I Didn’t Ask Trump ‘Gotcha Questions’

By Published on September 7, 2015

The late, great writer and reporter Michael Kelly was a guest on my radio show almost weekly from its debut in July of 2000 through his death outside of Baghdad in April 2003. So was Christopher Hitchens — more than 70 times in fact — until his death in late 2011. Kelly always emphasized that journalism was a “craft,” not a profession and Hitchens that it was very much a moral crusade. I think it is both, and more. It is part of a functioning, free democratic Republic, and its practitioners must not be intimidated.

The very best journalists — those who go to the front lines of combat like Kelly and Hitchens, John Fisher Burns, Rajiv Chandrasekaran, Dexter Filkins, Robert Kaplan, David Kirkpatrick, Thomas Ricks and scores of others routinely ask tough questions of the soldiers, sailors, airmen and Marines they cover, from the privates to the generals. These journalists set a standard for desk jockeys like me who cover politics and public policy but who have never been remotely in harm’s way. I think we who work from the comfort of studios owe it to the public generally, and specifically to men and women deployed at the tips of various spears around the world, to ask would-be presidents how they will conduct themselves as Commander-in-Chief.

In the weeks since the first GOP presidential debate I have conducted 30 interviews with would-be nominees. Some have been prickly. (John Kasich as my home state governor seems particularly entitled to mock me and my questions, which is fine by me. He is a Steelers fan after all.) In my view all 30 have been fair.

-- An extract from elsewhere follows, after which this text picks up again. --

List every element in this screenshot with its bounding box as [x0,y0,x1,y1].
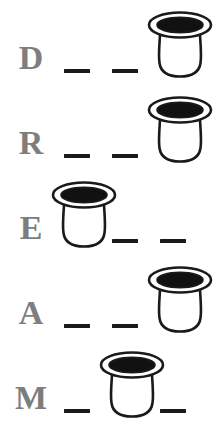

Some disagree about my Thursday interview with Donald Trump, the fourth I conducted with him in the past month. Other earlier interviews from the spring have also caused other candidates some discomfort, such as my asking Governor Bush about the aging-out of the Ohio Class submarine and the dynastic implications of another Bush-Clinton race. (Bush didn’t know the particulars of the submarine issue, admitted as much and promised to study up. Fair enough.) Dr. Ben Carson wasn’t happy with my NATO questions though he has been back and will return again next week.

Read the article “I Didn’t Ask Trump ‘Gotcha Questions’” on politico.com.